Model Independent Details¶
As described in the terminology section of the NK solver description, the NK solver is applied to a model that is comprised of a collections of tracer modules, each of which is comprised of tracers. This section describes details of using the NK solver that are independent of which model the solver is being applied to.
Solver Input¶
Input to the solver consists of:
a comma-separated list of configuration (cfg) files, which contain settings of user-configurable options for the solver and model,
a tracer module definition file, which contains definitions of the solver’s tracer modules and the corresponding Jacobian preconditioner matrices,
domain description files, which contain grid weights (e.g., grid cell volume) and region definitions, and
an initial iterate file, which contains the tracer values for the initial iterate of the Newton solver.
User-configurable options for the solver and the model are in the configuration (cfg) files.
The file is parsed with the configparser module of the python standard library, so it is formatted following the specifications of that parser.
The file basically consists of comment lines and lines of the form varname=varvalue, that specify values for variables.
The variable specification lines are grouped into sections.
The solver’s cfg files utilize 3 sections, named DEFAULT, solverinfo, and modelinfo.
The solverinfo and modelinfo sections contain variables related to configuration of the solver and model respectively.
A key feature of this file format is interpolation, the ability to substitute the value from one variable in another variable’s value.
The DEFAULT section contains variables that are potentially interpolated into variables in both the solverinfo and modelinfo sections.
The default paths of the cfg files are $TOP/input/$model/newton_krylov.cfg and $TOP/input/$model/model_params.cfg, where $TOP is the toplevel directory of the repo and $model is the name of the model to which the Newton-Krylov solved is being applied.
The tracer module definition file is described separately.
Interactive Solver Invocation¶
The NK solver is invoked by running an invocation script, which is generated by the script nk_ooc/gen_invoker_script.py.
While this latter script can be invoked interactively with the command python -m nk_ooc.gen_invoker_script, this is usually not necessary, as there is a setup_solver.sh script that invokes it.
The gen_invoker_script.py script is designed to generate solver’s invocation script for any model for the NK solver.
The default model is test_problem.
The path of the invocation script, which defaults to nk_driver.sh in the work directory, can be modified by changing invoker_script_fname in the cfg files.
The setting of the cfg files paths to ./nk_ooc/gen_invoker_script.py is propagated to the solver’s invocation script.
Invoking the invocation script with the -h option shows what command line options are available, such --resume to resume the solver after it exits, or --rewind to back up the solver one step when resuming.
The --rewind option is useful when resuming after a forward model run aborts.
Otherwise, the solver assumes that the forward model run was successful.
Solver Output¶
Output from the NK solver is written to a work directory.
The location of the work directory is specified by workdir in the cfg files.
As the solver progresses, informational messages are written to a log file.
The path of the log file, which defaults to newton_krylov.log in the work directory, can be modified by changing logging_fname in the cfg files.
Setting logging_level=DEBUG in the cfg files will generate more output in the log file.
This can also be set via the command line option --logging_level DEBUG in the scripts (e.g., nk_ooc/gen_invoker_script.py or the solver’s invocation script).
The solver writes summary statistics for each tracer module being run to a netCDF formatted stats file.
The path of the stats file is Newton_stats.nc in the work directory.
The stats file includes mean and norm of the Newton iterates, their function evaluations, and the increments applied in Newton’s method.
The stats file also includes dimensionally reduced tracers values from history file created from the function evaluation.
The dimensional reduction is model specific.
For example, the cime_pop model generates reductions along (nlat,) and (nlat, nlon) dimension tuples.
There are also tracer module specific variables added to the stats file.
For example, the cime_pop model adds integrated air-sea CO2 gas flux for the abio_dic_dic14 tracer module.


-- What to do --
Would you count how many lines of the entries below include the word "content"? Give nothing but the number.

----- Data excerpts -----

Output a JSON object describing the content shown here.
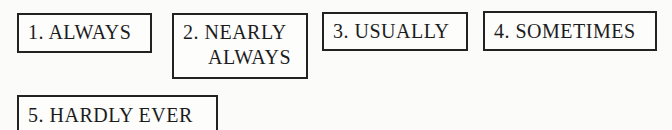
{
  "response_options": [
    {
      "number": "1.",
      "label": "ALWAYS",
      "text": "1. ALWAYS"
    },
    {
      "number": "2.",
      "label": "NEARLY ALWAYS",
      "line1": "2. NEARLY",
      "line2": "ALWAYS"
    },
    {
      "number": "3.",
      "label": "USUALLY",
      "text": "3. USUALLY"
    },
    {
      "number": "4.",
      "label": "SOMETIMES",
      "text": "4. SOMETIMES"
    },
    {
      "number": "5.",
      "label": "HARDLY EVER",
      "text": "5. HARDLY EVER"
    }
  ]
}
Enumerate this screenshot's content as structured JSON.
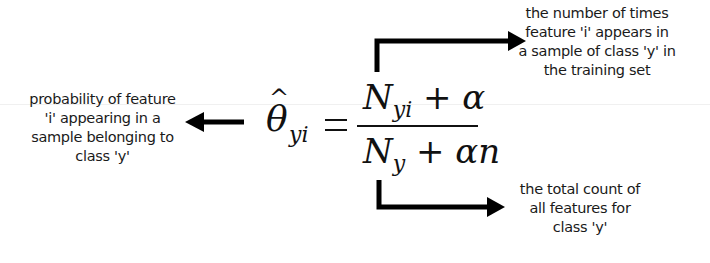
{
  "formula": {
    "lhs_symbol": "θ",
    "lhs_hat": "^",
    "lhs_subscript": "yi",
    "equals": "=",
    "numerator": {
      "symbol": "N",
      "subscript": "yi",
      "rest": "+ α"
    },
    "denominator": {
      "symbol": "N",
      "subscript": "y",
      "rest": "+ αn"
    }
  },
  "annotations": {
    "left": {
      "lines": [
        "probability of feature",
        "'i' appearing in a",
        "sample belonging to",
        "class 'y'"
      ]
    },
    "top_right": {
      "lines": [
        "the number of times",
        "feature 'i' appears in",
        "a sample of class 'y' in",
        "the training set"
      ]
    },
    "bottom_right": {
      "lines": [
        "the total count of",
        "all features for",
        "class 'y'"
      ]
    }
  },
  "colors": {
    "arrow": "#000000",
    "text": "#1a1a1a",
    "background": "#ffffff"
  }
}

-----

-- Exercise response --
2